I have all sorts of ideas on how to work out a marriage, but nothing on the basis of what marriage is really supposed to be. You know, in the basic sense of definition and purpose.

If I take a modern approach... it is all lost in the subjective "it is what two or more people want it to be", but that does not work well in law.

If I take it in the Bible defined sense given in Genesis, then it would be heterosexual because of the "multiply" or reproduce factor.

What is our most basic idea of what marriage is, and where does that come from?

Your opinion on that would interest me.

Even if we assume that the "multiply or reproduce factor" is the key to why marriage exists, that tells us little about how it should be structured because that has changed over time as well. For example, in societies where there are more women than men and where there is a need for a very high reproductive rate to insure group survival - the Mormons in the US in the 1800s or the ancient Israelites, for different reasons - polygamy was advocated and practiced because it served the needs of the group. We do not today deny the right to marry to those who either cannot have children or choose not to, and of course it is entirely possible to reproduce without beign married, so obviously the limits of marriage are not defined solely by reproduction.

I really don't think there is a single objective definition of what marriage is "supposed to be". There are simply too many varieties throughout history and still in existence today. Some cultures are polygamous. Some have arranged marriages, where the notion of marrying for love rather than for economic or social status is entirely foreign. Some cultures prohibit marriage outside of the religion, or even outside the same sect of the same religion. Some cultures view marriage as solely an economic and reproductive arrangement, where the wife raises the children and the husband brings home the money, with no thought to love; in many of those cultures, it is considered perfectly normal and acceptable that one or both partners have lovers apart from their spouses. In some cultures, the most powerful men simply have their pick of women in their group and may have over 100 wives.
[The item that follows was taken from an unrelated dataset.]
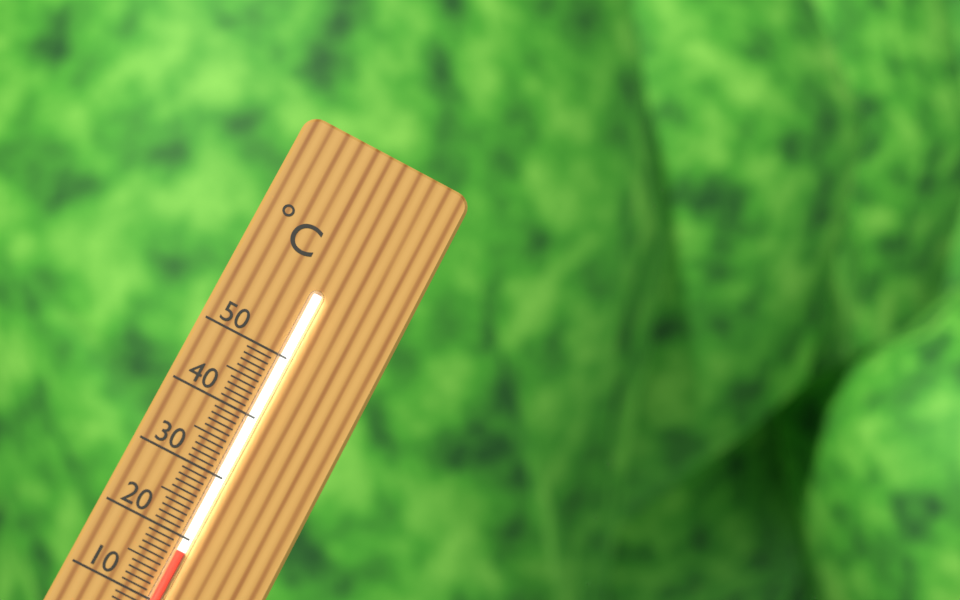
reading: 18 °C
Now, none of those are my definition of marriage and I'd be miserably unhappy in any of them. But as long as the people in them enter into them consensually, it's not really up to me to decide they can't do that, any more than I would allow them to tell me I can't marry a single woman because I love her and live a life of monogamy. I know gay couples who have been together longer than most of the straight couples I know, whose love for each other is no different than the love that straight couples do, and I see no reason why they should be denied the opportunity to make a public commitment, with all of the benefits and responsibilities that come with that, like I can. And the arguments offered against that by the anti-gay marriage crowd just tend to be so irrational (because in point of fact they are irrational, in the strictest sense of the word - they are purely visceral responses to something they don't understand) that I cannot countenance denying that right to gay couples on such an absurd basis.